My body and heart didn’t care about the cost I might have to pay.

My brain was trying to rule but losing the battle.

When one of the salesclerks brought out an eggplant-colored, sleeveless dress that shimmered in the store light, even my brain gave in. It had a bandeau-style top with a huge bow tying it in the back. It fell gently away from the hips, not quite an A-line, but not quite stuck to the body either. A hint of a flare to accent slender hips into something more.

My hand went to it instinctively, and I was in a dressing room with it on my body before I could even think twice about it. Jada let herself into the changing room and whistled. “It’s like the designer knew you,” she said.

It was grown-up and sexy but playful enough to still be me.

When I slid my credit card across the counter to the sales lady, Jada huffed but didn’t stop me. The card was already near its maximum with lab equipment and supplies I’d purchased, but I couldn’t leave the store without buying the dress.

On our way back to the penthouse, Jada hadKaidastop at a liquor store. She left me in the car while she flew inside and came out with a bottle of sake, a clear thumbing of her nose at Ken’Ichi and the tossed liquor from the night before.

When we got back to the penthouse, it was quiet. Jada fixed that by blaring music through its entirety while we got ready. She opened the bottle of sake and objected every time I tried to slow her down. I distracted her by doing our makeup, something I’d loved to do ever since I’d been a teen. I’d spent hours watching YouTube channels as a way of decompressing. Jada had more makeup at this one house than some professional makeup artists. I couldn’t even imagine what was scattered around the globe.

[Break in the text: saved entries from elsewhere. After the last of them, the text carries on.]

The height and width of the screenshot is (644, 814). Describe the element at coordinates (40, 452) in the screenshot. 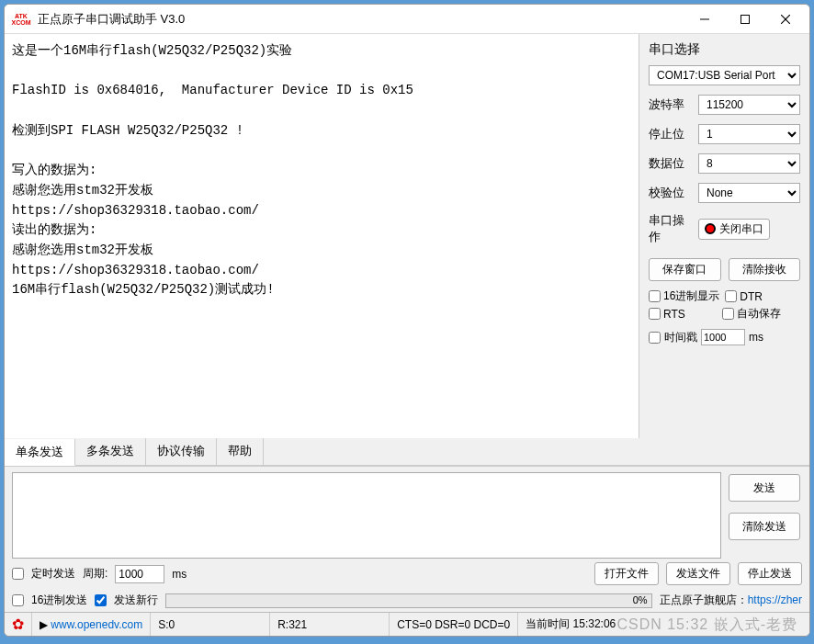

I see `tab-single-send: 单条发送` at that location.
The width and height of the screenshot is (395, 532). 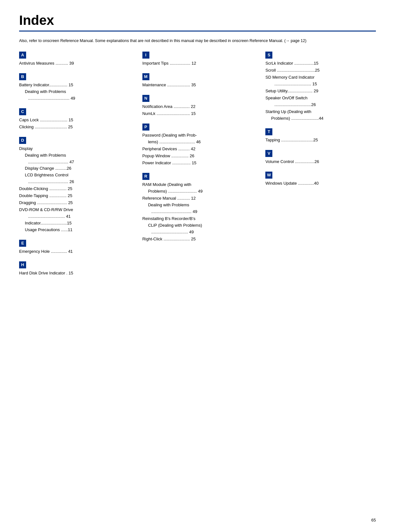 I want to click on section-p: P Password (Dealing with Prob- lems) ...…, so click(x=198, y=145).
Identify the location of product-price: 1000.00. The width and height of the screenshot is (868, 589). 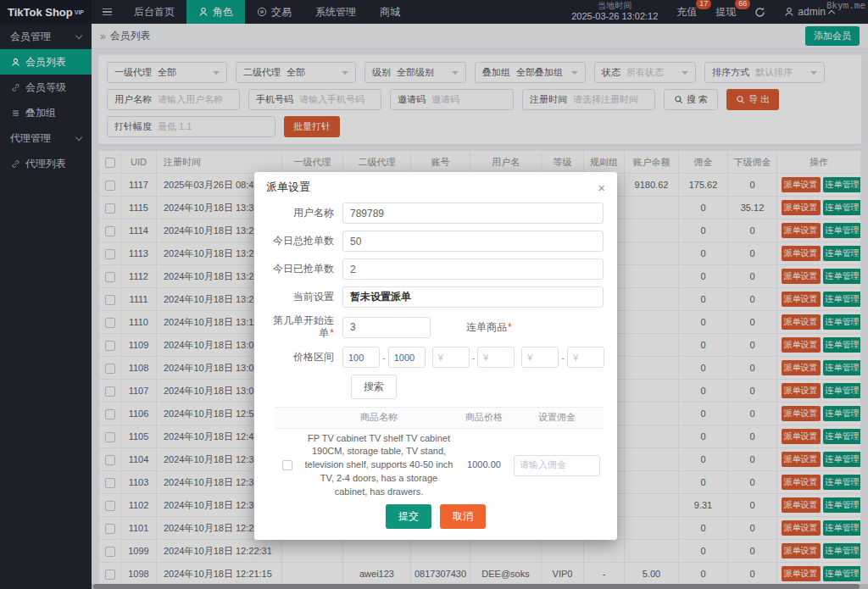
(484, 463).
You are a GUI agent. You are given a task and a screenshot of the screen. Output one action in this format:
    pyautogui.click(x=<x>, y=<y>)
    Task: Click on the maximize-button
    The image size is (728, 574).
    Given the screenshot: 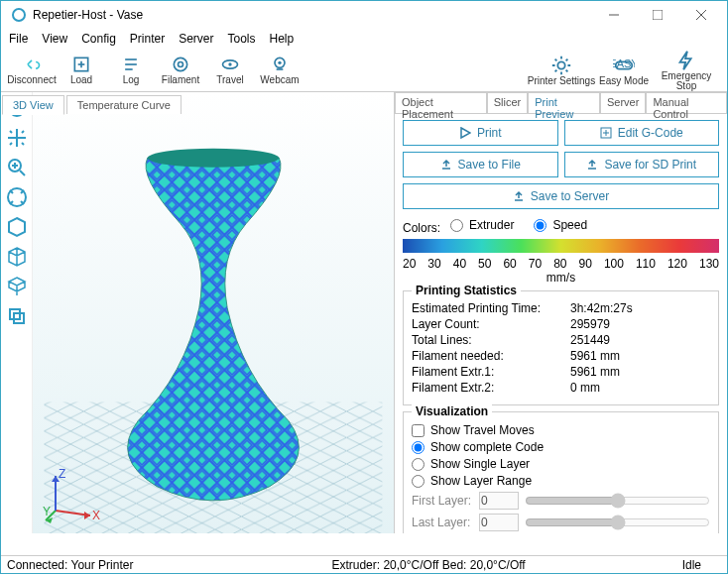 What is the action you would take?
    pyautogui.click(x=658, y=15)
    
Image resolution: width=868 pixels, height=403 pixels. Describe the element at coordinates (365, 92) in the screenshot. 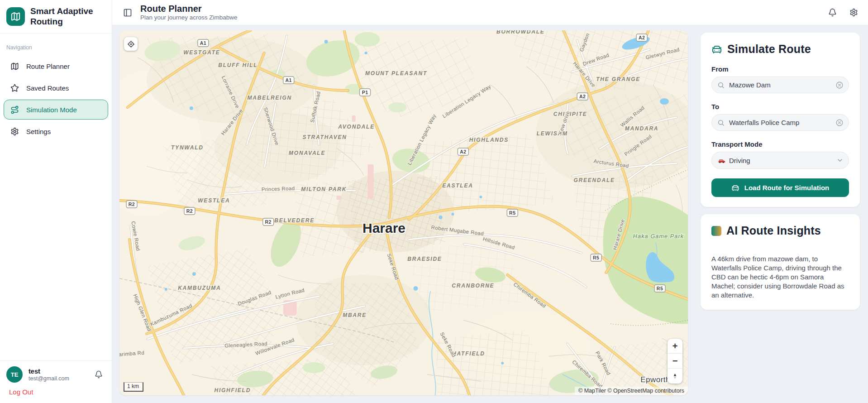

I see `svg-text: P1` at that location.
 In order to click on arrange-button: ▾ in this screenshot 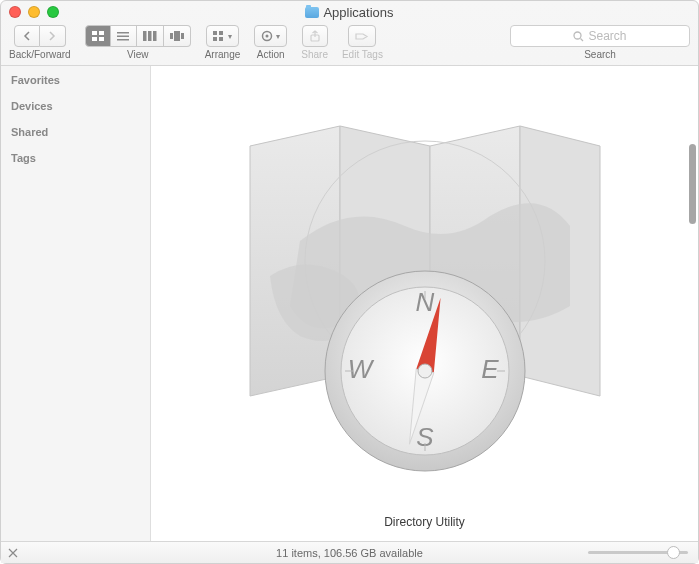, I will do `click(222, 36)`.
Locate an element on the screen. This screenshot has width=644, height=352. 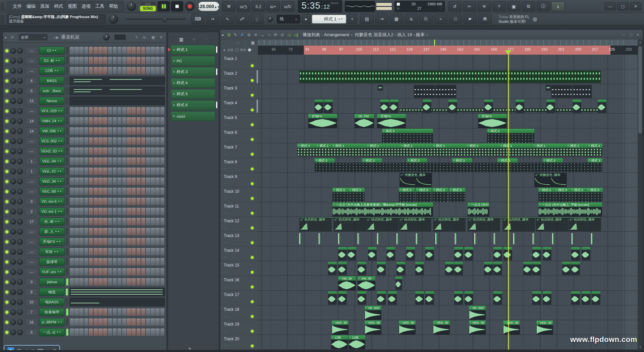
toolbar-grip is located at coordinates (3, 19).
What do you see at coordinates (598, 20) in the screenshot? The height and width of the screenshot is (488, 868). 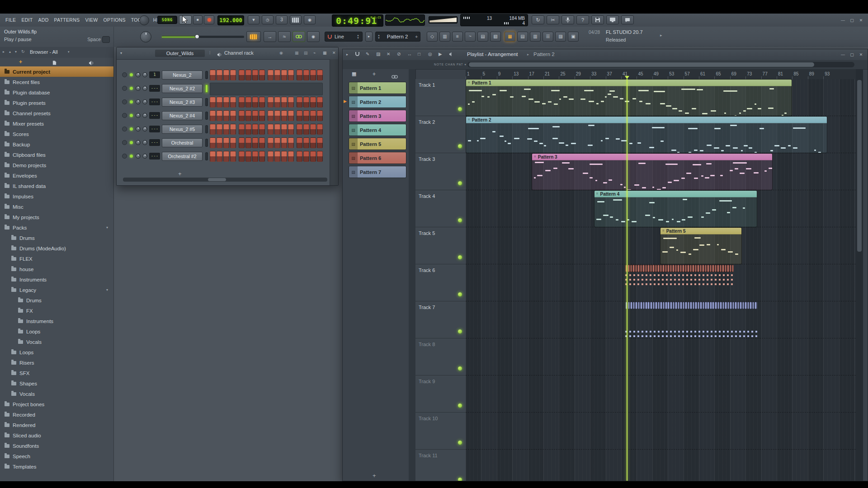 I see `save-button` at bounding box center [598, 20].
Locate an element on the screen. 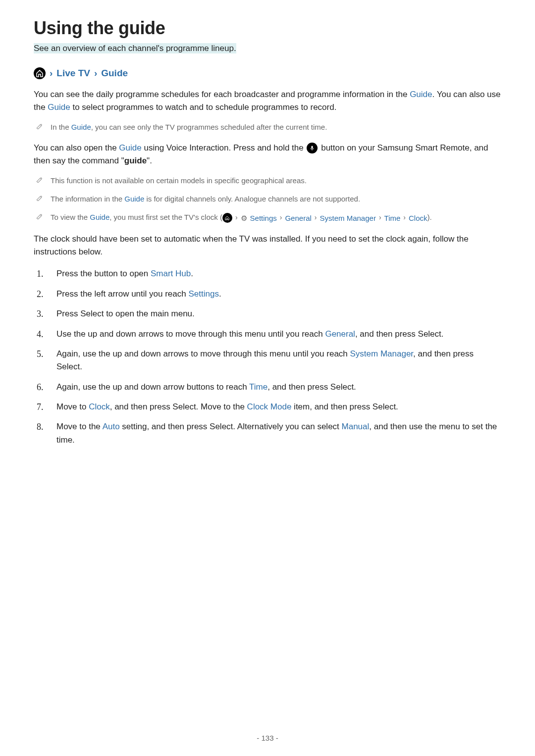  link-manual: Manual is located at coordinates (356, 427).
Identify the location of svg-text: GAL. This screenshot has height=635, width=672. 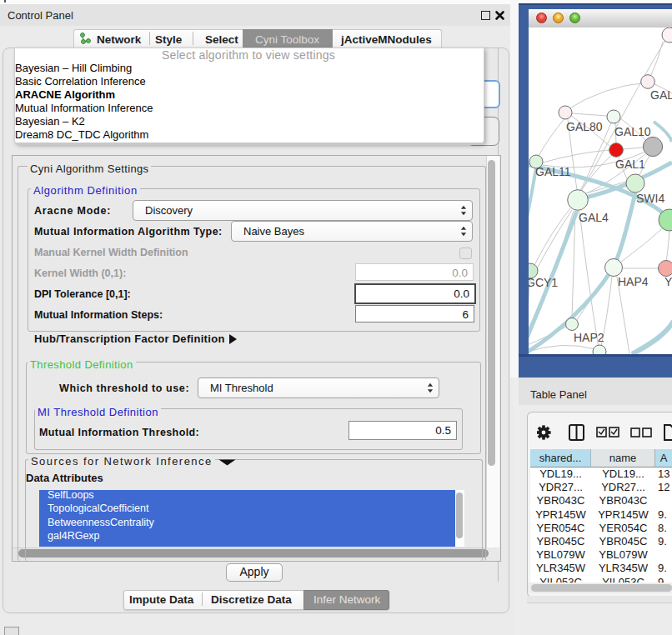
(661, 95).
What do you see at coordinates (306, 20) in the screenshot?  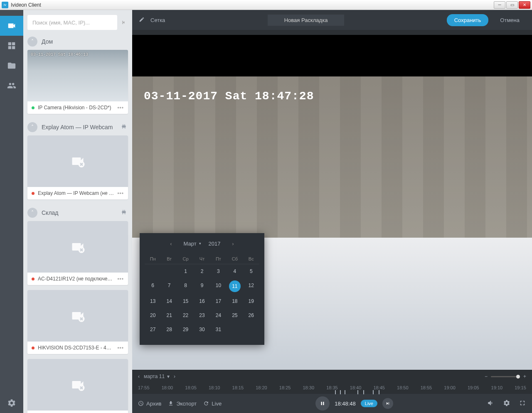 I see `layout-title: Новая Раскладка` at bounding box center [306, 20].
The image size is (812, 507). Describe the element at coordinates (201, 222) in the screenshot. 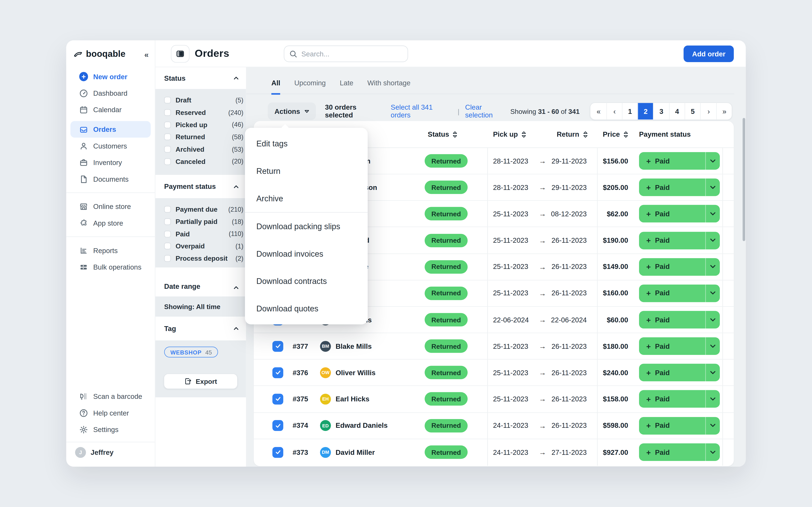

I see `filter-item-partially-paid: Partially paid(18)` at that location.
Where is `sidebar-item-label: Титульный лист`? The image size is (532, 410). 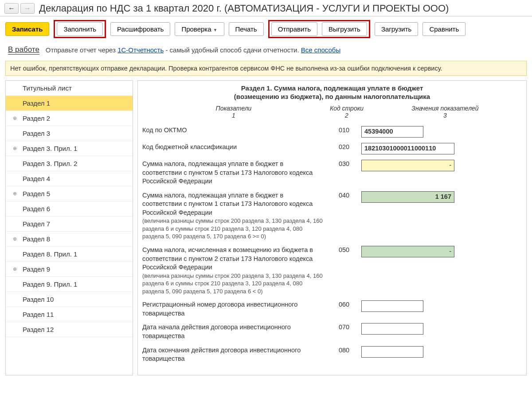
sidebar-item-label: Титульный лист is located at coordinates (47, 88).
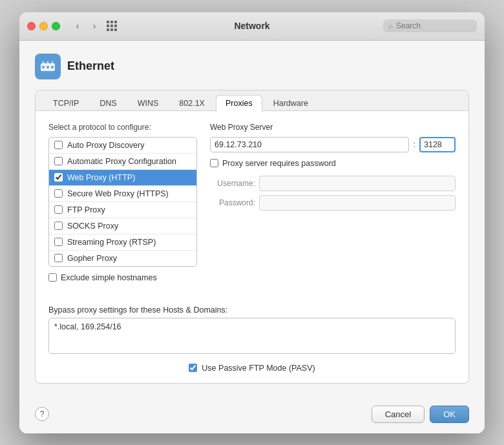 The height and width of the screenshot is (445, 504). What do you see at coordinates (310, 145) in the screenshot?
I see `proxy-ip-input` at bounding box center [310, 145].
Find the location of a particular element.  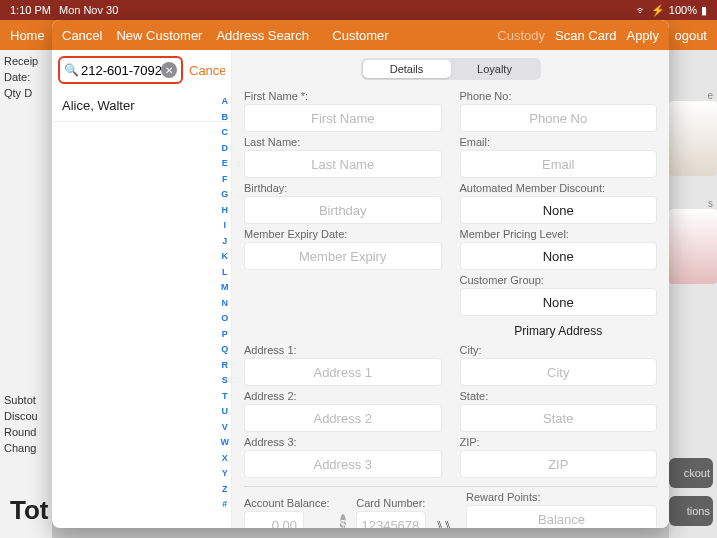

alpha-letter: A is located at coordinates (226, 102).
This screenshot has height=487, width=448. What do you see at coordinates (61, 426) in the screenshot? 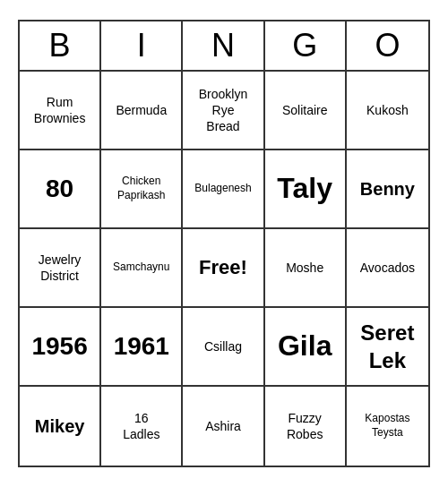
I see `bingo-cell: Mikey` at bounding box center [61, 426].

Once I’d done our makeup, hers in gold and silvers to match the lamé top and royal blue leather skirt she’d bought, and mine in hints of purple and green, she returned the favor by doing our hair. Hers was silky and straight with a single side clip encrusted with sapphires that I was pretty sure were real. For me, she did soft curls that spun down my back, but the front was drawn up, reminding me of some elfin princess. She secured the small ponytail with a clip that looked like a tiny tiara.

When we stood side by side in the mirror, I could only smile at our image.

We’d come so far from the plaid skirts and tight sweaters she’d first dressed me in when I’d started going out with her as a teen. After we’d first met up to do homework together, our friendship had bloomed into almost sisterhood, a relationship I’d missed in California without realizing it, just like I’d missed Mandy and Leena.

“I missed you. This. Us getting ready together,” I told her. I’d had friends at college. Raisa and I had continued to grow even closer when I’d moved to Stanford for my master’s degree, but there was something about my relationship with Jada that had always been missing from those other friendships. A sense of truly needing each other. She’d needed me as a distraction and as a conscience. I’d needed her to push me out from under Jersey’s protective embrace. To prove to myself that I could stand on my own.

My heart hurt knowing I’d left her for so long.

“I’m sorry,” I said quietly into the mirror.

She looked surprised. “About what?”

“I left you.”

She adjusted her clip. “The last thing I ever wanted was for you to stay in that ghastly town, defending yourself. You out making your dreams come true…that’s what I wanted for you.”

“I know we’ve talked a lot, but I feel like you had shit go down in your life that I wasn’t there for. That you didn’t tell me about.”